SERGEANT WILLIAM CROSS
On June 15, 1979, Sergeant William Cross was murdered by inmates. The attack occurred in an extension of People’s Park, between the south entry to the dining hall and Big Red (see site plan). He was stabbed five times, one cutting his aorta. At the time, Sergeant Cross was the only officer in Washington State to be killed at the hands of inmates in living memory.
Cross’s death marked the beginning of the longest lockdown (nearly six months) in the history of Washington’s prisons.
PAVING PEOPLE’S PARK
The Washington State Penitentiary was locked down after the murder of Sergeant Cross.
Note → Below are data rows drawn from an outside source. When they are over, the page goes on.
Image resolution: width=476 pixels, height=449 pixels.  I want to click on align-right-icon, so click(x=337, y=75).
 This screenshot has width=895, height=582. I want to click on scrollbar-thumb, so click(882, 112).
Superintendent Spalding had two primary goals for the lockdown. The first was to conduct a thorough search of the entire institution, confiscate contraband, and remove excess inmate property beyond a limited number of items that could fit in a foot locker under an inmate’s bed. The second was to make physical changes to the prison so that when the lockdown ended the world inside the walls would be a different place. Bulldozers were brought in. Lifers’ Park, People’s Park, and almost every grassy area inside the main compound were buried under a vast slab of concrete. In Spalding’s words, the architectural message he wanted to convey was, “this is a close custody institution, and we’re going to control it.”
RIOT IN EIGHT WING – aka SATURDAY NIGHT LIVE
On Saturday, July 7, 1979, the inmates in Eight Wing rioted. The institution had been in lockdown for 21 days following the murder of Sergeant William Cross. It all started when the inmates began chanting “Showers! Showers! Showers!” The chant then changed to “Kill, Kill, Kill,” with “Kill the pigs” and other phrases interspersed now and then. This was followed by a long chant of “Tear your shitter off the wall.” Soon most of the inmates were smashing their toilets and sinks. Water poured out of the cells and cascaded off the tiers to the floor below. Because the riot occurred on a Saturday evening, the officers called it “Saturday Night Live.”
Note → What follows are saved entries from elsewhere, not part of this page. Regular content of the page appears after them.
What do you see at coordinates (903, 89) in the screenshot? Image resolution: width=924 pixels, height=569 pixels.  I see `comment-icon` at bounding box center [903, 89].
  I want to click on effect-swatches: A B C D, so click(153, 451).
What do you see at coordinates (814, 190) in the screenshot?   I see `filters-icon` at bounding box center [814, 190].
Seventy-four of the 102 four-man cells in Eight Wing were destroyed that night. With nowhere else to put them, the inmates were herded into the Big Yard where they spent the next 42 days living in makeshift tents.
RIOT IN EIGHT WING – THE MORNING AFTER
The last inmates from the Eight Wing riot were moved to the Big Yard as the sun was coming up Sunday morning, July 8, 1979. The inmates were told to sit in rows and remain silent. When one man stood, an officer fired a single shot in the air and yelled, “Sit Down!” The inmate sat and no one moved for another 40 minutes. When someone else got up and nothing happened, the rest of the inmates began to slowly mill about.
Inmates who had not destroyed their cell were identified and moved to other cell blocks in the penitentiary. The remainder – about 250 inmates – spent the next 42 days living in makeshift tents under the hot Walla Walla sun, eating TV dinners, and using porta-potties and makeshift outdoor showers.
SUMMER IN THE BIG YARD – THE EIGHT WING RIOTERS
With their cell block destroyed, inmates from the Eight Wing riot spent the summer of 1979 in the Big Yard. Emergency contracts were let and Eight Wing was not only repaired, it was totally rebuilt. Gone were the old porcelain sinks and toilets that could be easily broken. It their place were high security stainless steel prison combo fixtures. Bunks were bolted to the wall. There was new wiring, new lighting, improved ventilation, shatterproof windows, metal detectors, and fresh paint. Living conditions in the Big Yard were more primitive.
The date on the picture below is European style: day, month, year. In this case, the 16th day of July, 1979 – nine days after the riot in Eight Wing.